The Courier & Advertiser (Perth and Perthshire Edition)
Navy’s‘untold stories’to be revealed
F RO M THE f irst British shot fired at sea in the FirstWorldWar, through the life of a submariner in the Second World War to the hi-tech warfare of Afghanistan, a major new trio of exhibitions is being launched telling 100 years of “untold stories” of the Royal Navy.
The £11.5 million visitor attractions at the National Museum of the Royal Navy in Portsmouth Historic Dockyard, Hampshire, which includes the only surviving British Second World War-era submarine, have been designed to give the public an insight into life at sea protecting British interests around the globe during the major conflicts of the past century as well as in peace time.
The HMS Hear My Story exhibition, which opens on Thursday, tells the stories of 1,000 men and women who have served in the past century.
Visitors
entering
the £4.5 million permanent exhibition will pass by the imposing sight of the four-inch gun from HMS Lance which fired the first British shot at sea of the First World War on August 5 1914.
M a t t h ew Sh e l d o n , project director, said: “Through the exhibitions, we’ll be telling the undis- covered stories from the ordinary men, women and ships which have shaped the Royal Navy’s astonishing history over the century of greatest change.”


TASK INSTRUCTIONS:
Your reply should be a single number, the count of lines in the records that contain the string "Search".

RECORDS SHOWN:
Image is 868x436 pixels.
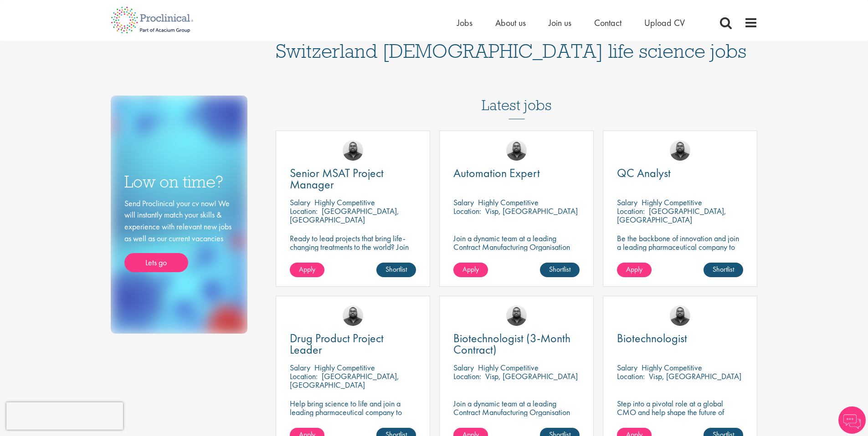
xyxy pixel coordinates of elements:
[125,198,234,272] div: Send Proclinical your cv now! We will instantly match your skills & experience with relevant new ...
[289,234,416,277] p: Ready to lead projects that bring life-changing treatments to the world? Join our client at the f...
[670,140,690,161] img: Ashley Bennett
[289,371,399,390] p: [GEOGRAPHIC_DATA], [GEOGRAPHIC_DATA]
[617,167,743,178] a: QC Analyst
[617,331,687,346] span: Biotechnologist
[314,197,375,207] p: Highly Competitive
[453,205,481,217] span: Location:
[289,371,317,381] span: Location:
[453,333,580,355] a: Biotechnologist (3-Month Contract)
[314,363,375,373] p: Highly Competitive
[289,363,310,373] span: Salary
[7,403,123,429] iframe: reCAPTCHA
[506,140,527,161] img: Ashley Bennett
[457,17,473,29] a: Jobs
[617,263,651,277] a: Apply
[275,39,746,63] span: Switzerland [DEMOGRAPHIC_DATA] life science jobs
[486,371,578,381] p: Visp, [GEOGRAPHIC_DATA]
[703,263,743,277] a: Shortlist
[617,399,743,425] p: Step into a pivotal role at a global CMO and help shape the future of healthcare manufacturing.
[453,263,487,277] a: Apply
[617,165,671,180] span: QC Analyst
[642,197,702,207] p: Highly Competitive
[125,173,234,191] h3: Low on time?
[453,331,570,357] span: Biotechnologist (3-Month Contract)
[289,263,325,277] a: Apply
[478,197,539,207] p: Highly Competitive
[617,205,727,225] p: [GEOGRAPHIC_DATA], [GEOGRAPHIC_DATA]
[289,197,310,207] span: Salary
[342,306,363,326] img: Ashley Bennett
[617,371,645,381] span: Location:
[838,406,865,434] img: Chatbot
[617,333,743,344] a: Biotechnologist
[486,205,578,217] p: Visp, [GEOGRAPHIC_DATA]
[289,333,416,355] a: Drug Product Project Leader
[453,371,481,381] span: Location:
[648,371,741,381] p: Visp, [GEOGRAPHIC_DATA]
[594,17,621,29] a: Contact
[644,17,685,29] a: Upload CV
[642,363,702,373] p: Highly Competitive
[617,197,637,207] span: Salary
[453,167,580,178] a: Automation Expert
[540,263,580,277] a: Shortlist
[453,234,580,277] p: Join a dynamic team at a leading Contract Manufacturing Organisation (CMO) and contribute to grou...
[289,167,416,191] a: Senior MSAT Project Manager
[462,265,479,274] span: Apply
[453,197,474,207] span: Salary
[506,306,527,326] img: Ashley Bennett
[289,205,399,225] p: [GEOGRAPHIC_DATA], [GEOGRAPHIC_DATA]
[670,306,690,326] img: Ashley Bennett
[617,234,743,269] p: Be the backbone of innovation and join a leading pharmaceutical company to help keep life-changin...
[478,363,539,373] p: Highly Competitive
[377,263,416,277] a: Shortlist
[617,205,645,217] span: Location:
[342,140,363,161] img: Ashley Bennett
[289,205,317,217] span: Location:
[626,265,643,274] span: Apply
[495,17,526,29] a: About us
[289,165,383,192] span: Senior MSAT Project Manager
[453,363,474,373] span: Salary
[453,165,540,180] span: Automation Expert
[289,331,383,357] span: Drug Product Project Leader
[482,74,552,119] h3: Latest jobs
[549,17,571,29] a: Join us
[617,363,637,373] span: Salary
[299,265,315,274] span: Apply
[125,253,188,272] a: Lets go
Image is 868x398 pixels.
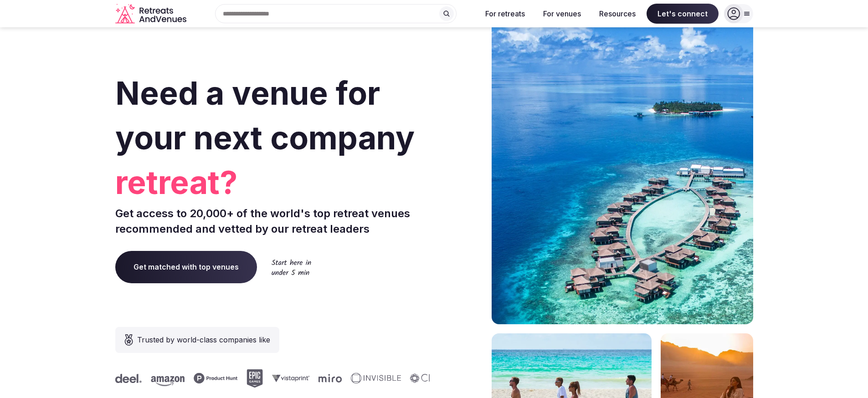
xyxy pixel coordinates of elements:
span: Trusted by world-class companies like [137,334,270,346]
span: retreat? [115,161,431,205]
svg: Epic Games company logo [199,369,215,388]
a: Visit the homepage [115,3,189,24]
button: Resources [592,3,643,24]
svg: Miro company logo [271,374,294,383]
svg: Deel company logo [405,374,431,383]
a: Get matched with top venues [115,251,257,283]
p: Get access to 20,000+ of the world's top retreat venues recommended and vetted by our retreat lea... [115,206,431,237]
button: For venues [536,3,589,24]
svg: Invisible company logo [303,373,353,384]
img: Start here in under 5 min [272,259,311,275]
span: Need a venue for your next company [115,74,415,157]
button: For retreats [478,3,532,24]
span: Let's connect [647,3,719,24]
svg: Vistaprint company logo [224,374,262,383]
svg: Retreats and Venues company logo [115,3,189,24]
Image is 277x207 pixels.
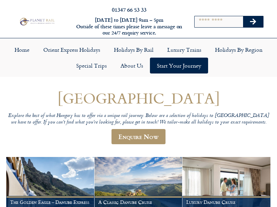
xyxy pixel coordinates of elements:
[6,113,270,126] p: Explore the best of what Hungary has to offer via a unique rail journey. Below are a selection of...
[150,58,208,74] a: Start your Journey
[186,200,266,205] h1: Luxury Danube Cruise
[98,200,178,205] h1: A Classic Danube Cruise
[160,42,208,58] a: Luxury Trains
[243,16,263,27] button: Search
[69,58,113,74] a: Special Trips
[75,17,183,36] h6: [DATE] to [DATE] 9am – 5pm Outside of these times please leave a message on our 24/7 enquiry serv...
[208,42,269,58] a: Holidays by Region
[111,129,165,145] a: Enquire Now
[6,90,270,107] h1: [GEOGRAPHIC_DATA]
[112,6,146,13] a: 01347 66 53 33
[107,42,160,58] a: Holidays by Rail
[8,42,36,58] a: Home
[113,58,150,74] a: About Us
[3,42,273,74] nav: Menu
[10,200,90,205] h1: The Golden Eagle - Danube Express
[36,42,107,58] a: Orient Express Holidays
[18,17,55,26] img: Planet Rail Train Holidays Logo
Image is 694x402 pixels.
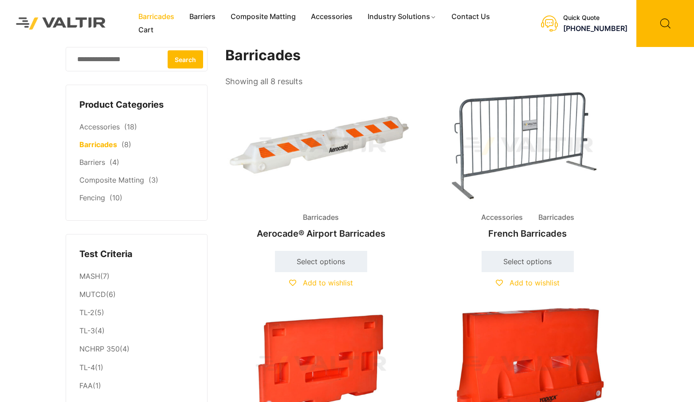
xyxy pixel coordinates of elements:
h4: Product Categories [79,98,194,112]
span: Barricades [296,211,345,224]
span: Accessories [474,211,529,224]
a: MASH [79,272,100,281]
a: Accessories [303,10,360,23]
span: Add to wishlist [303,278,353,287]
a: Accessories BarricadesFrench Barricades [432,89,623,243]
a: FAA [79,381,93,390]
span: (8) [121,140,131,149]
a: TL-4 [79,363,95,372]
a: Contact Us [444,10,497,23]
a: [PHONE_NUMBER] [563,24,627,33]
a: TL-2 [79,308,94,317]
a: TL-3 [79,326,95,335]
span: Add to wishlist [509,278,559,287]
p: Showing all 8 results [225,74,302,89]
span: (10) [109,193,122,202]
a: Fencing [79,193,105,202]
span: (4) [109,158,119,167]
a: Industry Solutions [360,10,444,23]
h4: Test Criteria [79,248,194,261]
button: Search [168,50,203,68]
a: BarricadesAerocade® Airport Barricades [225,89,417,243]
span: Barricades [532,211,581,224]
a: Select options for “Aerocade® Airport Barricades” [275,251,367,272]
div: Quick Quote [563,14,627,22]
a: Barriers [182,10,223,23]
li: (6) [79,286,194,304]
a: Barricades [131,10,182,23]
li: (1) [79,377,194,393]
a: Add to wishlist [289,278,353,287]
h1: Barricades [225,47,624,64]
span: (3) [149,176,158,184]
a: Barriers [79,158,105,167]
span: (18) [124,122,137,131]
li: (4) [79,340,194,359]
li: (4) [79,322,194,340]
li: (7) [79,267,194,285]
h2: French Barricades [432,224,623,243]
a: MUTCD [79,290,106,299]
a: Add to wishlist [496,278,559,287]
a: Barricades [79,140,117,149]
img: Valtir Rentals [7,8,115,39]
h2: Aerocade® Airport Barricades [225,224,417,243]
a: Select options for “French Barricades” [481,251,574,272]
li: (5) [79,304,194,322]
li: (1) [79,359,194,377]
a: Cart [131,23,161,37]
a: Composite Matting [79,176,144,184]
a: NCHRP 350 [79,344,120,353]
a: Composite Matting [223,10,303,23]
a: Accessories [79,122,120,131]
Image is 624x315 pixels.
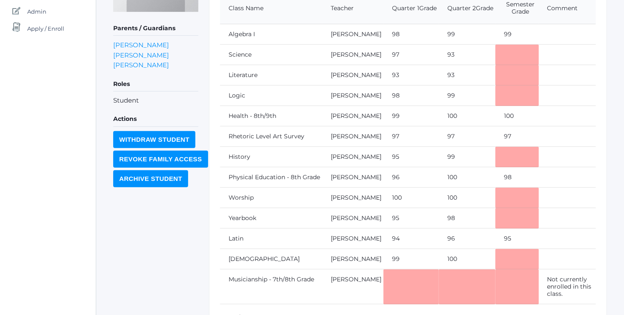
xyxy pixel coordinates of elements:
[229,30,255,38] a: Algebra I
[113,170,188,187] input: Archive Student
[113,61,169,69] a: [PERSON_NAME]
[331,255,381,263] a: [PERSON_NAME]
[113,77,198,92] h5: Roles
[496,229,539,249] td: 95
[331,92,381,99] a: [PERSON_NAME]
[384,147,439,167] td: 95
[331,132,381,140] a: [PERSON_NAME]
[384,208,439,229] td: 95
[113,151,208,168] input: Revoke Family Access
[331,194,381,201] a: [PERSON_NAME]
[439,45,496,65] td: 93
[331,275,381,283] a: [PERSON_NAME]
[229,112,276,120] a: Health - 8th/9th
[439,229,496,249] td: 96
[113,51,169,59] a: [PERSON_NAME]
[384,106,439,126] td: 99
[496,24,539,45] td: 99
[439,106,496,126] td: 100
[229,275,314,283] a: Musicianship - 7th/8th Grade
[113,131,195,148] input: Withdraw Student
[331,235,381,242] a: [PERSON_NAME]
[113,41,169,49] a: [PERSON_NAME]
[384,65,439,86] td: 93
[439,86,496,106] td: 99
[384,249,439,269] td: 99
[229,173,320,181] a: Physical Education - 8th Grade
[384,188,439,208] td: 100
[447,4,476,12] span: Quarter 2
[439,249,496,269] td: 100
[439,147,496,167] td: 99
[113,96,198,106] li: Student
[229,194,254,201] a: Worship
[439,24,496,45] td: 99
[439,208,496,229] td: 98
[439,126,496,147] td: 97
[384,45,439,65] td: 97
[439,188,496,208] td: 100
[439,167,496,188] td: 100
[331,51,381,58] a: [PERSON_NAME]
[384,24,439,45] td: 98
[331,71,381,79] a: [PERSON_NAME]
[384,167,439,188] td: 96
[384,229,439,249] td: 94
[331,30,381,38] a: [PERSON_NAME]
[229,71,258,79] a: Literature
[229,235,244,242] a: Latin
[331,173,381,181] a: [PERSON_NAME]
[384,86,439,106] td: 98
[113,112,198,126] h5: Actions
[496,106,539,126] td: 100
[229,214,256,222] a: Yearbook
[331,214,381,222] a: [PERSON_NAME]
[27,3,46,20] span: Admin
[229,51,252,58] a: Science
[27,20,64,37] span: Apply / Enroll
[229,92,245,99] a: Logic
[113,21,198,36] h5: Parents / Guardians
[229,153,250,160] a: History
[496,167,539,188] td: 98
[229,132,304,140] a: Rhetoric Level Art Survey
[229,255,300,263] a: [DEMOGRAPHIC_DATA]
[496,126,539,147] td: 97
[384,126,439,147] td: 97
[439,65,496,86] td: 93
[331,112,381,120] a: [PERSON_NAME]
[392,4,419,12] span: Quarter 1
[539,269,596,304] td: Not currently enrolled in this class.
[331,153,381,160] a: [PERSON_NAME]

SOLUTION FOR THIS PROBLEM:
2